Toiling to get health coverage for jobless


Washington Post

WASHINGTON — Congress and the incoming Obama administration are contemplating profound shifts in the government’s role in health insurance to try to alleviate a significant ripple effect of the damaged economy: Americans’ losing health coverage as they lose jobs.

As part of a sprawling $825 billion strategy to heal the economy that House Democrats laid out last week, lawmakers and transition officials envision a two-prong approach to help unemployed people retrieve health benefits.

One would reshape a basic entitlement program, allowing states temporarily to sign up jobless residents for Medicaid, with the federal government for the first time paying the entire cost.

The other proposal would provide unprecedented federal subsidies to help people afford coverage under COBRA, a law that allows some laid-off workers to buy health benefits that they used to get through their jobs.

The twin ideas, preliminarily estimated to cost $39 billion through the end of next year, would represent sharp departures in two long-standing programs and already are sparking debate along the ideological continuum on Capitol Hill and beyond.

In Congress, several key Democratic House members and senators have endorsed the broad contours, while a few Republicans, including Senate Minority Leader Mitch McConnell, R-Ky., have signaled that they are wary. Debate, however, will not solidify until lawmakers learn more precisely how much the proposals would cost and how many people they might help.

Among outside health policy specialists, conservatives are critical of expanding an entitlement and are predicting that states would have a hard time shutting the spigot of help once the federal money stopped. Liberals are predicting that, even with the large federal investment, coverage could remain unaffordable for too many people.

The ideas’ boldness reflects a precipitous rise in the uninsured. Recent estimates suggest that worsening unemployment, which reached 7.2 percent last month, translates into a loss of health coverage for an additional 2.6 million people. That increase, on top of the estimated 45 million uninsured, is exacerbating a persistent problem in the U.S. health-care system: too many people who lack access to proper care.

Politically, including insurance help for the unemployed in a fast-acting economic stimulus package is part of a strategy by congressional Democrats and President-elect Barack Obama to place attention on health care right away. It is in sync with a decision to pursue immediately an expansion of health insurance for poor and working-class children, long resisted by President Bush, which the House adopted Wednesday and a Senate panel approved Thursday.

Taken together, the insurance for children and laid-off workers signifies an effort by Democrats to create momentum for the more difficult work of broad health reforms that they and the Obama administration plan to undertake soon.

In recent weeks, lawmakers have collaborated with the incoming administration to devise remedies for the jobless uninsured and to decide how much money to allot. A transition aide said: “Obama supports the protection of health insurance through COBRA and Medicaid in a time-limited way.”

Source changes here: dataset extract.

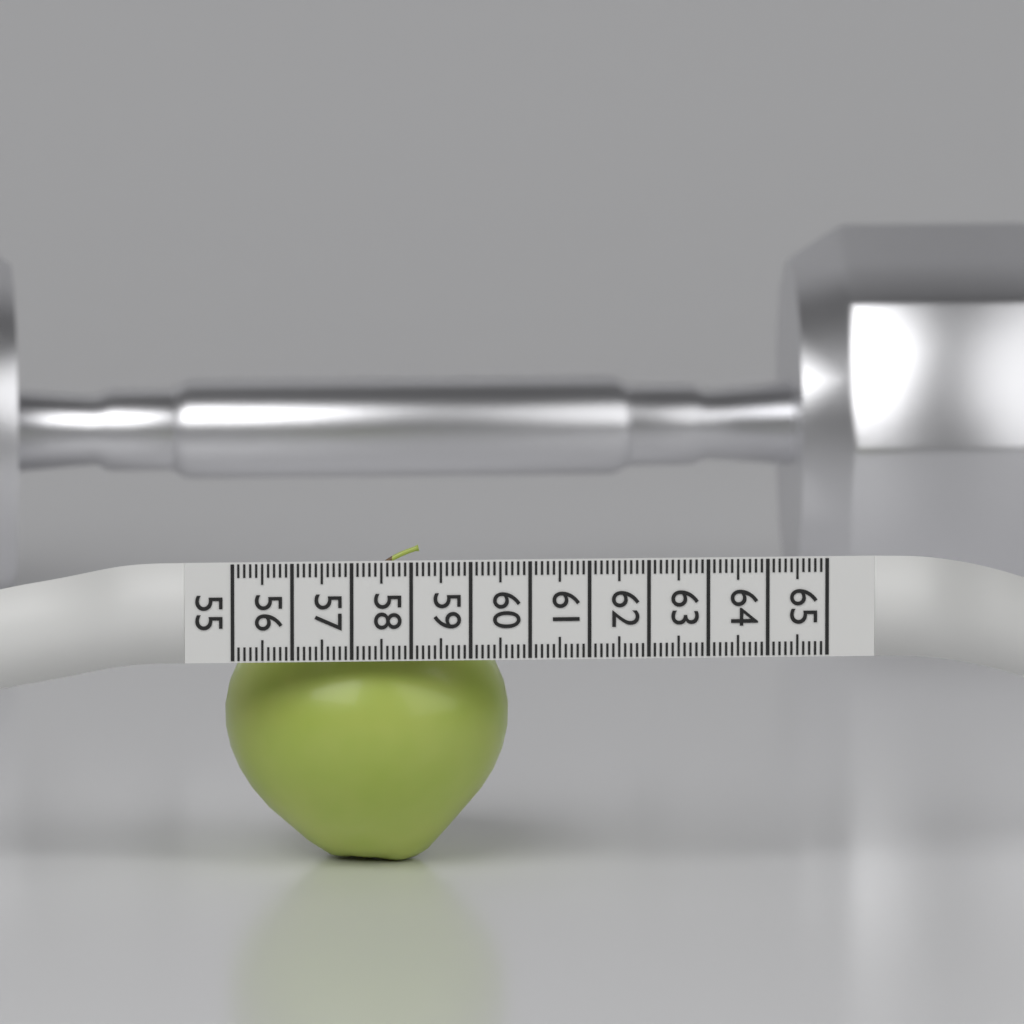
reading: 59.8 (no unit)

House Democrats say publicly that they would like to devote $30 billion over two years to subsidize COBRA and $8.6 billion to expand Medicaid. Privately, legislative sources said those figures are premature, because lawmakers are awaiting budget analyses of how much the proposals would cost — and how many unemployed Americans would be likely to grasp the help.

The Medicaid proposal would give assistance through 2010 and would break with significant features of the program created as part of the Great Society of the 1960s. Medicaid always has been a shared financial responsibility of the U.S. government and the states. But under the proposal, federal money would pay for all benefits and administrative costs for unemployed people who joined.

In addition, the expansion would be the largest step ever taken beyond Medicaid’s original purpose of insuring people who are poor or have disabilities. There is precedent in recent years for opening Medicaid in times of crisis — for some New York residents after 9/11 and for people who fled communities ravaged by Hurricane Katrina — but not on the scale envisioned now.